Copyright 2019 by Gary L. Pullman
For a while, Hollywood
milked extraterrestrial creatures as its “other” of the day.
Their appearance alone suggested that these alien creatures were not
like us. They were huge, gelatinous blobs. They were strange mermen
from beyond the stars (or from the bottom of a black lagoon.) They
were macrocephlic humanoids with green skin or gray-skinned humanoids
with phallic heads. They were crawling eyes. They absorbed prey;
devoured prey; and, if their quarry were women, mated with prey.
Something unexpected might
bring these otherworldly monsters to their knees. The Blob couldn't
stand cold temperatures. The green, big-headed saucer men couldn't
bear the bright beams of automobile headlights. Bullets take out the
creature from the black lagoon. If there's a theme here, it seems to
be that, despite appearances, these otherworldly creatures aren't so
tough after all; ordinary, everyday things—cold, headlights,
bullets—are too much for them to handle. Sure, such threats may
look dangerous, but
appearances can be deceiving.
Horror
horrifies, until it isn't so horrible, after all, and what makes it
not so horrible after all is everydayness. The ordinary deflates,
destroys, and dispatches the horrific. We weren't really in much
danger, after all. The “otherness” of the other turns out to be
not so much different from us, after all; indeed, if anything, we
prove more adaptable, more innovative, more powerful—in a word,
superior.
That,
if anything, was the theme of the movies of the fifties.
What
about the themes of the tens—the 2010s?
According
to one interpretation, Pathos
(2009), set in a dystopian
future world in which thought is prohibited and people depend upon
artificial intelligence and virtual reality for not only their
pleasure, but also their own personal experiences and identities, is
a satire concerning consumerism taken to extremes.
Although
existentialism suggests that human nature does not exist, but is,
instead, created by each individual according to his or her exercise
of free will, Loophole
(2109) takes something of a Cartesian point of view, suggesting that
to be human is to be violent. Instead of Descartes's dictum, “I
think; therefore, I am,” Loophole
implies, “I am violent; therefore, I am.” According to a film
review,
these philosophical implications also have religious significance:
Suddenly,
mass hysteria takes hold across the major cities of America as people
are tested and marked with or without. In a matter of days, the
beginning of a New World Order takes the stage and, quite
unexpectedly, we find ourselves in the middle of a Biblical battle
that has long been dormant.
For
some, the progress of the plot may seem to evangelistic; others are
likely to enjoy the movie's religious dimensions.
Two
films don't nearly constitute a representative sample, of course, but
these movies, alt
least, suggest that at least some of the films of the 2010s turn
inward for their subject matter, focusing on the eternal questions
related to being human: what is human nature and how do human beings
fit into the larger scheme of things?
Older
sci fi-horror movies were concerned with departures from the status
quo: could such deviations endanger the community or even the world?
If we lost our place in the grand scheme of things, what would become
of us, as individuals? The comforting answer lay in the very
everydayness that the extraterrestrial threats threatened. The
threats to the existing order were no match for customary, the
habitual, the traditional, the routine of people's routine,
day-to-day lives.
More
recent sci fi-horror films, in part, at least, return to a
questioning of the age-old problems of philosophy and religion: human
identity, human nature, the human condition, the relationship of the
self and other. The eternal quest is undertaken yet again, with the
protagonist and the viewer at the center of things; human existence,
if not existence-itself, is egocentric. Everything revolves around
us; it's all about us.
We have gone from complacency to narcissism in only seven decades.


### What to do
Report each line of the data that includes the word "Questions".

### Material to process
*** Begin section ***

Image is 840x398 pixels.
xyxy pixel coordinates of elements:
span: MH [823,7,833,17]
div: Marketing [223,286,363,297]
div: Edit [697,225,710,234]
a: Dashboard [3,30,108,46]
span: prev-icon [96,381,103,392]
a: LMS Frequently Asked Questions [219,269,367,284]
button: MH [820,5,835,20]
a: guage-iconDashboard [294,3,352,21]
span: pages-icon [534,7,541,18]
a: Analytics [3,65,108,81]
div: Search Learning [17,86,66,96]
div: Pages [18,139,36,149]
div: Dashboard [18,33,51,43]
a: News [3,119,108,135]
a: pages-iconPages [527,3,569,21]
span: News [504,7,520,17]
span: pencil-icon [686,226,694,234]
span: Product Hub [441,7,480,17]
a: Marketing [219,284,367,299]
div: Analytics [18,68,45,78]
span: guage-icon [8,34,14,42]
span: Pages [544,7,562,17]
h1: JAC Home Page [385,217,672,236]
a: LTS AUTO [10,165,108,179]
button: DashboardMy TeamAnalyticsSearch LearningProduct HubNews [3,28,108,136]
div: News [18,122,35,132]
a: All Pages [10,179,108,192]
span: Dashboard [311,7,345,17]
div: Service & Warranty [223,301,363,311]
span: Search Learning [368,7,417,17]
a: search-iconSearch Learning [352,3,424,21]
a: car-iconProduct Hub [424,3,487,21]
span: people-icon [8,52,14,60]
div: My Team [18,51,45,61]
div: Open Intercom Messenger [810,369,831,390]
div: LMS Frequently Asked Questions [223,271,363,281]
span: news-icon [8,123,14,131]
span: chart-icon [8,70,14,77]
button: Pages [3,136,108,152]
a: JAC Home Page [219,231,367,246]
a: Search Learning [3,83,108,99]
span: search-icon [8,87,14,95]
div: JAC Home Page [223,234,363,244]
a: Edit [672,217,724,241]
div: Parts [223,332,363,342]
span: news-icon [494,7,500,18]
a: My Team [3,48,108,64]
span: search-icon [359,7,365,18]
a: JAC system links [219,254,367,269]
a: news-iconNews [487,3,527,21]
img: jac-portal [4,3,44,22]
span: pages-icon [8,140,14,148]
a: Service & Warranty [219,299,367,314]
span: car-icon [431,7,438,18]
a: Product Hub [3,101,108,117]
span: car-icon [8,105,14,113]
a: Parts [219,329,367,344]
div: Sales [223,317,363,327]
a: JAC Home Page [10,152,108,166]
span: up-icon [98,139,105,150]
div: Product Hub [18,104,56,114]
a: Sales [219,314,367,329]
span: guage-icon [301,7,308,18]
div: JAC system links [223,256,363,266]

*** End section ***

### Response below
a: LMS Frequently Asked Questions [219,269,367,284]
div: LMS Frequently Asked Questions [223,271,363,281]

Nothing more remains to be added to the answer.